Media feeds on killing spree

Five women have been killed in Suffolk County, England, and news outlets can't get enough.

Published December 14, 2006 5:31PM (EST)

With its slasher cocktail of gore, girls and grit, I've been assiduously avoiding the tale of a killer on the loose in the eastern English county of Suffolk. The story is as sad and horrifying as all other stories involving young women dying at the hands of some sicko. To recap: In the past two weeks, the bodies of five women have been discovered in the county. Four of them have been identified as Ipswich sex workers, and the last is assumed to be another prostitute who recently went missing.

But the panting news coverage of the crimes has been too egregious to ignore. Despite their photos being published, the women have often been presented as faceless prostitutes, sometimes even without last names.
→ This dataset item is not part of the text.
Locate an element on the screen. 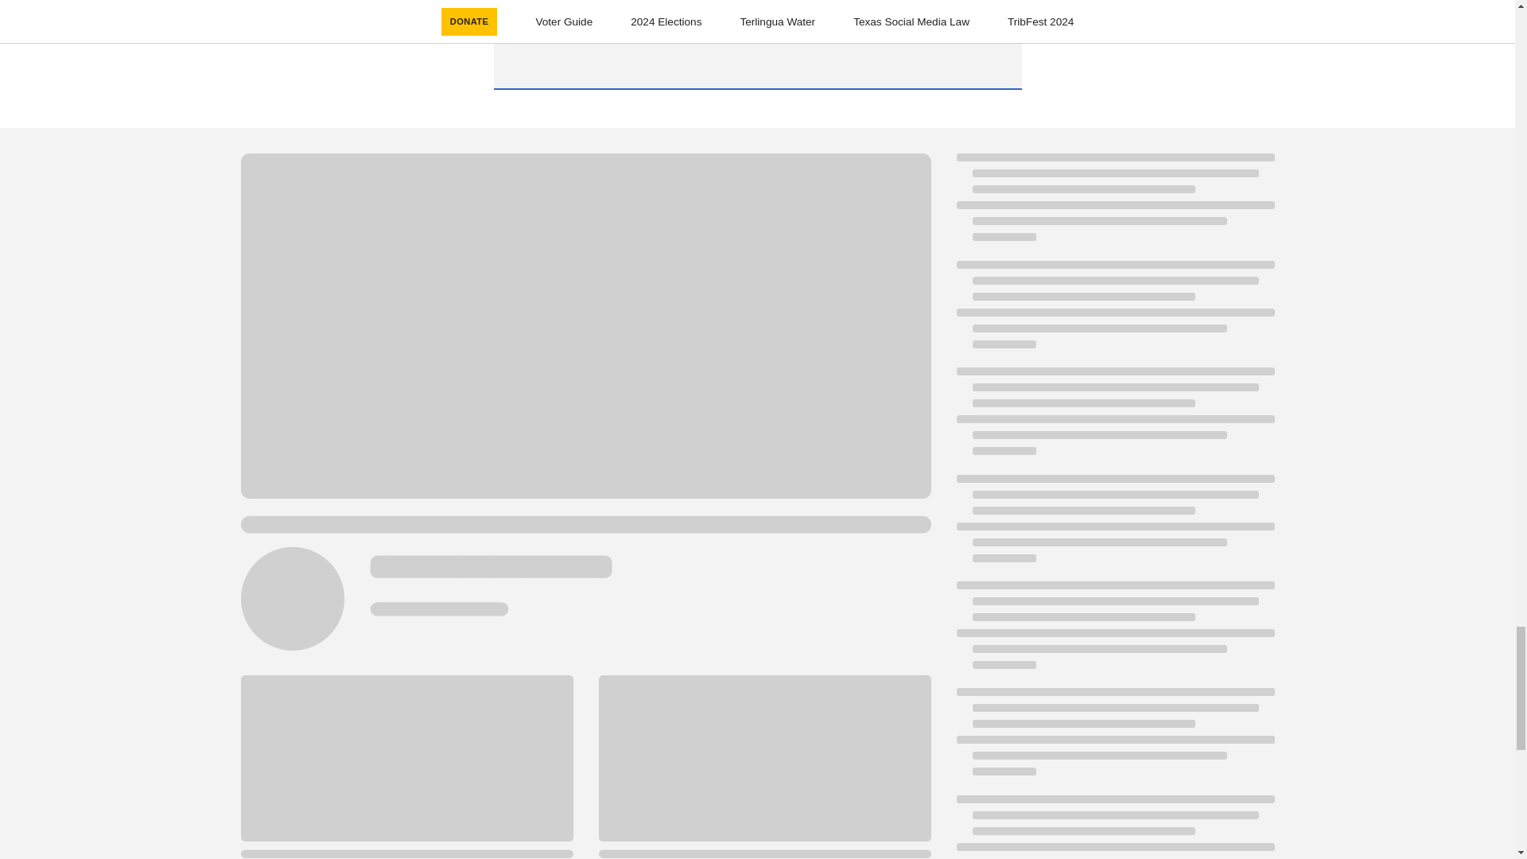 The image size is (1527, 859). Loading indicator is located at coordinates (1114, 527).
The Guardian's Joan Smith noted Tuesday that British tabloid the Sun identified one of the victims simply as "blonde Gemma." By contrast, the killer has been elevated to Ripper status -- repeatedly compared to Jack the Ripper, who killed five East London prostitutes in 1888, and Peter Sutcliffe, aka "the Yorkshire Ripper," who killed 13 prostitutes between 1975 and 1980. Psychologists analyze his motives; investigators discuss his "scary speed."

Twisty at I Blame the Patriarchy got it right when she observed that the killer's legendary status gets in the way of the seeing the crimes for what they are. "The Ipswich killer's upgrade from random violent schlub to a mythic personage capable of waging 'a campaign' means a concomitant downgrade for his victims," she wrote Wednesday. "These people are demoted instantly from human women to 'prostitutes,' from 'prostitutes' to 'vice girls.' From there it's just a short hop to 'heroin addicts' and, finally, to the lowest form of life imaginable, 'single mothers.'" She noted that Ipswich police have refused to grant amnesty to any sex workers who might wish to come forward and give information about the crimes but fear reprisal.
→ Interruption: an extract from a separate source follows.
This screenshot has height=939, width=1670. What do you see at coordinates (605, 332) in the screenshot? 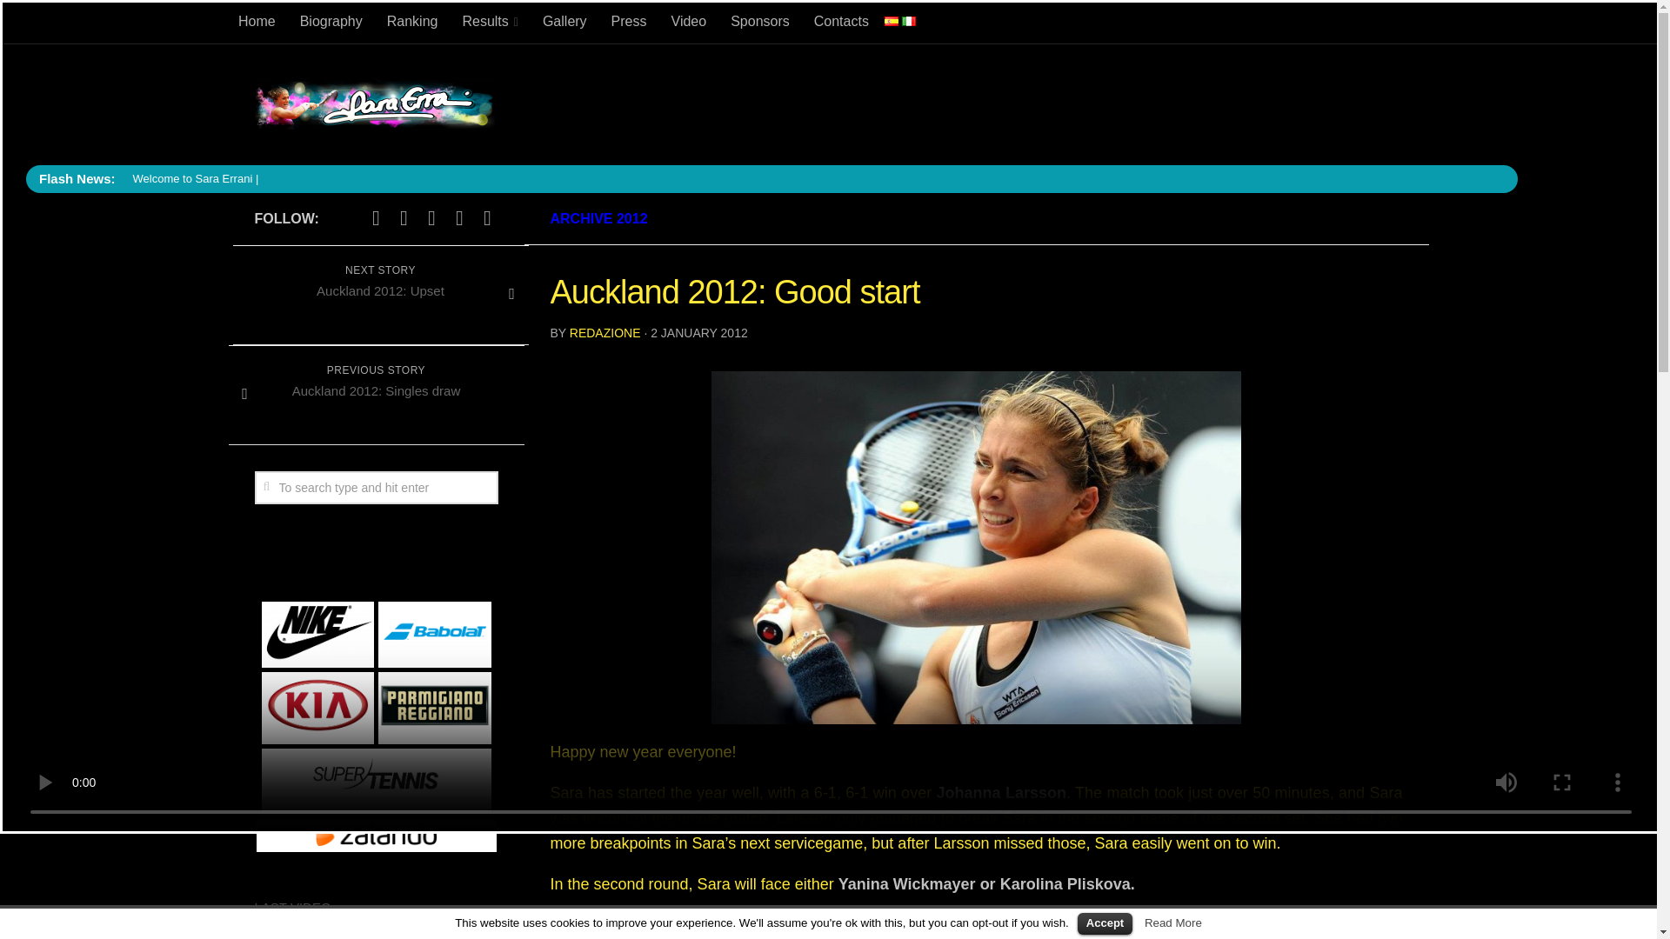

Fortunately, other regions of the country seem to be doing a little better. Police in Teesside, another eastern England region, have announced they will be distributing 100 attack alarms to local prostitutes, as their policy evolves from prosecuting street walkers to protecting them. The Suffolk murders have also reignited a national debate about the right way to manage the oldest profession. Although prostitution is not formally illegal in the Britain, sex workers can be prosecuted for soliciting sex in public, as well as for something British law refers to as "living off immoral earnings." Various cities in the U.K., including Edinburgh, have experimented with designated prostitution zones with mixed results, though some advocates for prostitutes claim they are effective in curbing violence. After Edinburgh's tolerance zone was scrapped in 2001, the Scottish Prostitutes Education Project told the BBC that attacks against prostitutes skyrocketed from 11 in 2001 to 111 in 2003. Now government is again discussing the possibility of legalizing mini-brothels -- or "safe houses" -- which allow three women to work together in a private home, a model that presumably helps women protect each other while keeping them off public streets. This isn't exactly the solution that many sex-worker activists are pushing for, but it sure beats putting sex workers at risk -- or a shame parade through the city of Shenzhen -- any day.


By Carol Lloyd

Carol Lloyd is currently at work on a book about the gentrification wars in San Francisco's Mission District.